In the fall of 2002, I started Bronx Banter, ostensibly to write about rooting for the Yankees, but really it was to practice writing. I'd had a load of baseball books as a kid but hadn't been interested in them for years. Now, I caught up, reading everything I could get my hands on. Along the way, I was introduced to the work of some of the great newspaper and magazine writers of our time. Eventually, I got to know several of them personally, too. Men like Pat Jordan and John Schulian, Peter Richmond and Mark Kram, John Ed Bradley and Bill Nack, Richard Ben Cramer and Pete Dexter. I ran long interviews on the blog with some of them on The Banter, exchanged e-mails and phone calls with others, and most importantly, read their work. Glenn Stout and Schulian, in particular, turned me on to writers I'd never heard of before. And I found that most of these writers had a custodian feeling about the craft of storytelling. I was an engaged student and they were more than happy to pass along some wisdom.
I'm no expert just an enthusiast—okay, a nerd.
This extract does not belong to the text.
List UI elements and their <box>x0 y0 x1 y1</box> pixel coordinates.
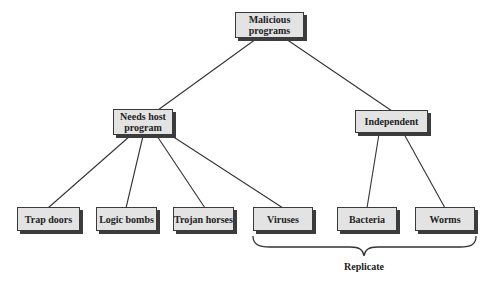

I've hit the microfilm room at the New York Public Library and battled the antiquated machinery on the quest to track down old stories (just like my record head friends used to dig for vinyl), dozens of times. Just cause. I'd find what I was looking for—or not—and also happen upon things I'd never heard of either. Buried in the microfilm.
So when The Banter celebrated its tenth anniversary last fall I thought it'd be cool to reprint a handful of memorable non-fiction. I selected a few pieces and got permission to run them. Then I got greedy and I thought of more pieces. To my delight, I continued to get the okay from writers or from their families to reprint them.
The point is simple: find classic pieces of writing that can't be found on-line and give them a home. Introduce them to a new audience or present them to readers who haven't read them in years. That's what I'll offer in this space, a simulcast of what's being reprinted in this Banter series.
This off-shoot site is intended to be a living archive, so there will be material that is reprinted for the first time on-line but also, I'll provide plenty of posts with links to worthy material that's already on-line but that you may have missed. It won't all be sports, it won't all be links to articles. Sometimes it will be interviews or author profiles.
Most of all it'll be fun. If there are any stories that you'd like to see included, pieces that you can't find, shoot me an e-mail and let me know. I'll be more than happy to try and dig it up.